Jeff Bezos' plan for The Washington Post is imploding
- Jeff Bezos is trying to end a financial catastrophe at The Washington Post, employing new leaders.
- But on Friday a crucial player, Robert Winnett, decided not to join and helm the newsroom after all.
Jeff Bezos has grand plans to remake The Washington Post. They seem to be blowing up in his face.
The incoming editor for the newsroom — Robert Winnett, the golden boy of the UK's Daily Telegraph newspaper — pulled out of the job Friday morning.
He ditched the role after a slew of revelations about his past as a writer in London and that of Will Lewis, the Washington Post's publisher and an old friend who tapped him for the top job.
The news was confirmed by the Telegraph's editor, Chris Evans, in a message to staff, seen by Business Insider. It said Winnett would stay there.
A recent furor over Winnett's hire revealed a profound culture clash between the high morals of the Post and seemingly the less-scrupulous British outlets — the Telegraph and London's Sunday Times — where Lewis and Winnett cut their teeth.
And though Lewis remains in his post, US media elites are openly wondering whether he, too, will go. Even if he doesn't, Winnett's exit has blasted a hole in his plan and his credibility.
This also leaves Bezos with a problem. He hoped Lewis and Winnett could revamp the newsroom and give the Post new life.
The outlet, which Bezos bought in 2013, has been hemorrhaging money and readers.
Lewis recently told Post staff that it had lost half its readers since 2020 and last year lost more than $1 million a week.
His promise was to connect with new readers, restructure the newsroom, and bring on Winnett to lead its central news and politics operation.
He touted Winnett as a leading light who could live up to the paper that broke the Watergate scandal.
In Britain, Winnett is broadly admired, primarily for breaking what's widely known as the expenses scandal.
He revealed widespread abuse of parliamentary expense accounts, upending the political establishment and forcing many lawmakers to quit.
That history landed very differently in the US, though — because the Telegraph paid for the information, with Winnett brokering a transfer of more than $100,000 to his source.
What Brits saw as a fair means to an end, many Americans saw as an aberration.
At the same time, a reexamination of Lewis' past emerged, prompting reports that he may have handled stolen material — albeit within Britain's media laws — and even overseen the destruction of evidence in the phone-hacking scandal that rocked Fleet Street in the early 2010s.
It's fair to say Lewis lost the newsroom, with the Post union complaining loudly and (at least) one staffer describing to BI a growing unease at their incoming leadership.
Bezos threw his weight behind Lewis this week.
"We do need to change as a business," he wrote in an email, saying Lewis was still the man to get them there.
He would do it without diluting the Post's high standards, Bezos told the newsroom.
But without Winnett, on whose shoulders that plan rested, Bezos needs a new solution, and fast.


- **Exercise**
The response should hold each line from the entries below where "ylabel" is found.

- **Task material**

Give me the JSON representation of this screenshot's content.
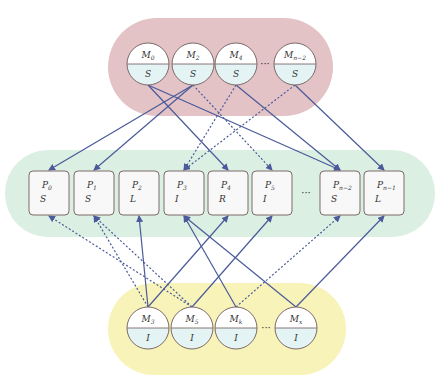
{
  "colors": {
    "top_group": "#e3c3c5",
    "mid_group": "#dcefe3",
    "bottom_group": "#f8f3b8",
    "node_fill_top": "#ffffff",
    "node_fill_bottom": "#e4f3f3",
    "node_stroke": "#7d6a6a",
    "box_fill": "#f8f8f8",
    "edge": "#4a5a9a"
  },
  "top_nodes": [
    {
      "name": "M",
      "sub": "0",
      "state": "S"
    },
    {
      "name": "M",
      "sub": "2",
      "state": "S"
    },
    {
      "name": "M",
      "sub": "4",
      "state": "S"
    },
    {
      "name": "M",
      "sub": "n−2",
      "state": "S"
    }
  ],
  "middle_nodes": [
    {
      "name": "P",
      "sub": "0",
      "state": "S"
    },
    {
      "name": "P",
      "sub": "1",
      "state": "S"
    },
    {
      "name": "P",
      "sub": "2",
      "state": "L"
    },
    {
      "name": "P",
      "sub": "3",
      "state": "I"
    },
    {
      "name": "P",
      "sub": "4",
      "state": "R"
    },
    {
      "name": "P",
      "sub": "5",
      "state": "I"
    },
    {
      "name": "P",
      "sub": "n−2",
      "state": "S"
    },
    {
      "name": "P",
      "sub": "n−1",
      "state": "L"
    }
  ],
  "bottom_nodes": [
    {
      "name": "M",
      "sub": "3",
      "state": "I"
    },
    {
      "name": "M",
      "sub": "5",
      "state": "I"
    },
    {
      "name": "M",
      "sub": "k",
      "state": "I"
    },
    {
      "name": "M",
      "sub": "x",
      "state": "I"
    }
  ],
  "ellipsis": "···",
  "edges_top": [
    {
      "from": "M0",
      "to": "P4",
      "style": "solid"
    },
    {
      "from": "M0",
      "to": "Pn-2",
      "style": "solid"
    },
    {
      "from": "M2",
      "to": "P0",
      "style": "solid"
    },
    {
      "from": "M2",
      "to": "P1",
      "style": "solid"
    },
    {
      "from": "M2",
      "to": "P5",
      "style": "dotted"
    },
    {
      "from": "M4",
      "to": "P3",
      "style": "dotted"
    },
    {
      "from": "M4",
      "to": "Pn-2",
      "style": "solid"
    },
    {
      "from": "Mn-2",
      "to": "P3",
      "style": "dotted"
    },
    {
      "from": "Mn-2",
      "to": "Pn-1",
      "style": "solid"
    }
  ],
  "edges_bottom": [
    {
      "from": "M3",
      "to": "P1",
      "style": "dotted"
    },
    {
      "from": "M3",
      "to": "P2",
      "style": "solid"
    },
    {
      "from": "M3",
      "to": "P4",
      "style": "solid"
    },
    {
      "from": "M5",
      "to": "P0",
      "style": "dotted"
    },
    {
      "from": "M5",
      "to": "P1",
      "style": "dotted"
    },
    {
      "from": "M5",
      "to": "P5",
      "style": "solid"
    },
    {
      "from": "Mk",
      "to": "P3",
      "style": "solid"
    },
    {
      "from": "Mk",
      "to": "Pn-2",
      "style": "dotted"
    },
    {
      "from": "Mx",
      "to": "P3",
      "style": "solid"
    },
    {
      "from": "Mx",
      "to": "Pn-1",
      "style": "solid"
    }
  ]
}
* * *
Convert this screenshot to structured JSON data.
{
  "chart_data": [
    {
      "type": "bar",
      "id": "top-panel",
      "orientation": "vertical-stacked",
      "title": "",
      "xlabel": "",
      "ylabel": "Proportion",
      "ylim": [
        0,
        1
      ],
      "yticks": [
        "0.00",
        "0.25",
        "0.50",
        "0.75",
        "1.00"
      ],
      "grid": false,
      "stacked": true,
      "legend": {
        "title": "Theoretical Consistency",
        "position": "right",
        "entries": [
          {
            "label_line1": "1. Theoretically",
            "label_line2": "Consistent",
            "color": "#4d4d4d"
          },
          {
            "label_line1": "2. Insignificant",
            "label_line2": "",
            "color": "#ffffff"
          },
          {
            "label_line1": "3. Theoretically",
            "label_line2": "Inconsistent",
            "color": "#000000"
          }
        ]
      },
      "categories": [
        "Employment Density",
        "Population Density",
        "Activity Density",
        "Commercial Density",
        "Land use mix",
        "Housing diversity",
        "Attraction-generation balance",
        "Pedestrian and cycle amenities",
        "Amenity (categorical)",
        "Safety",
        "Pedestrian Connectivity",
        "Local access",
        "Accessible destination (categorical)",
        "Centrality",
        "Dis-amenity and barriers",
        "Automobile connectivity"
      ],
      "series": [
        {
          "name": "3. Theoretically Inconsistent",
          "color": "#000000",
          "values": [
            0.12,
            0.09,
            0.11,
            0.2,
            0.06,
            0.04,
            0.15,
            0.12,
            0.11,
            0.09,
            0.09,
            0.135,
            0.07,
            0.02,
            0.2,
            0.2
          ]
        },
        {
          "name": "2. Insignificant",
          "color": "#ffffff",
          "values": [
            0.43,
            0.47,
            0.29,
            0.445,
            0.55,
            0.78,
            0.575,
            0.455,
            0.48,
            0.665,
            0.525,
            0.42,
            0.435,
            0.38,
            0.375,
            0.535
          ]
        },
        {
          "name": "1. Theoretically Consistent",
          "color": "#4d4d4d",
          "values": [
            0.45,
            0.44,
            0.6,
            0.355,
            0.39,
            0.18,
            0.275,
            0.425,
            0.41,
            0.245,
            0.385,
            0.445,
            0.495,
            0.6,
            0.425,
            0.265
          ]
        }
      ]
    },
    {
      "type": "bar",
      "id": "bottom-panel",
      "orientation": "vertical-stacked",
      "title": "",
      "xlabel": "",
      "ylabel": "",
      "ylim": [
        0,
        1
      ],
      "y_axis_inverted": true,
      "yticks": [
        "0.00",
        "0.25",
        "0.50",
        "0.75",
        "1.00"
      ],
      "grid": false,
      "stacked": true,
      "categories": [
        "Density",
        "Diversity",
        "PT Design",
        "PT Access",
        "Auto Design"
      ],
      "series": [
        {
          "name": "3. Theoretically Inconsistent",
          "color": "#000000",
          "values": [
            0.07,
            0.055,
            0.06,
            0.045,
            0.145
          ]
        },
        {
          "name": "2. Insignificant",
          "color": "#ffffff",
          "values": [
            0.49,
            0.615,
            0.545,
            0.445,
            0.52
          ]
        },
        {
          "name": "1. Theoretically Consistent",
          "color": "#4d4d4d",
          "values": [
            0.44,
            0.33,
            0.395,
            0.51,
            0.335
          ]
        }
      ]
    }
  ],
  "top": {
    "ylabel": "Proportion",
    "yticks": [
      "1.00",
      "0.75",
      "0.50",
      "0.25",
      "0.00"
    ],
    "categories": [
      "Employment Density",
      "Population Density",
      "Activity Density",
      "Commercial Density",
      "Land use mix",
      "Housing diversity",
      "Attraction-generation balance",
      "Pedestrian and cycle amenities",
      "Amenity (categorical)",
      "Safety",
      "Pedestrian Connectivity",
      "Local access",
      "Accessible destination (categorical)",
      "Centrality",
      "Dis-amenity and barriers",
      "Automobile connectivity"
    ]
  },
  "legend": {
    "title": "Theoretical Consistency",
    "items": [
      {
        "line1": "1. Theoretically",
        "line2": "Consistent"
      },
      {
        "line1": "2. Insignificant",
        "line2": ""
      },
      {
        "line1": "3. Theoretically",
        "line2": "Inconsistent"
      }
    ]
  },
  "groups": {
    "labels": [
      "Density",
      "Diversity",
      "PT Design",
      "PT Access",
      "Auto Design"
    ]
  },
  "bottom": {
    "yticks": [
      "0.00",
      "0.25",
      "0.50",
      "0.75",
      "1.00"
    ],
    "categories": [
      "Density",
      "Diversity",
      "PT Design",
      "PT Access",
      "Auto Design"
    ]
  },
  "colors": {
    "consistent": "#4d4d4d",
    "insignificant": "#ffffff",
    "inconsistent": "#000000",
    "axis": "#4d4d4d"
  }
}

- **Completed task**
      "ylabel": "Proportion",
      "ylabel": "",
    "ylabel": "Proportion",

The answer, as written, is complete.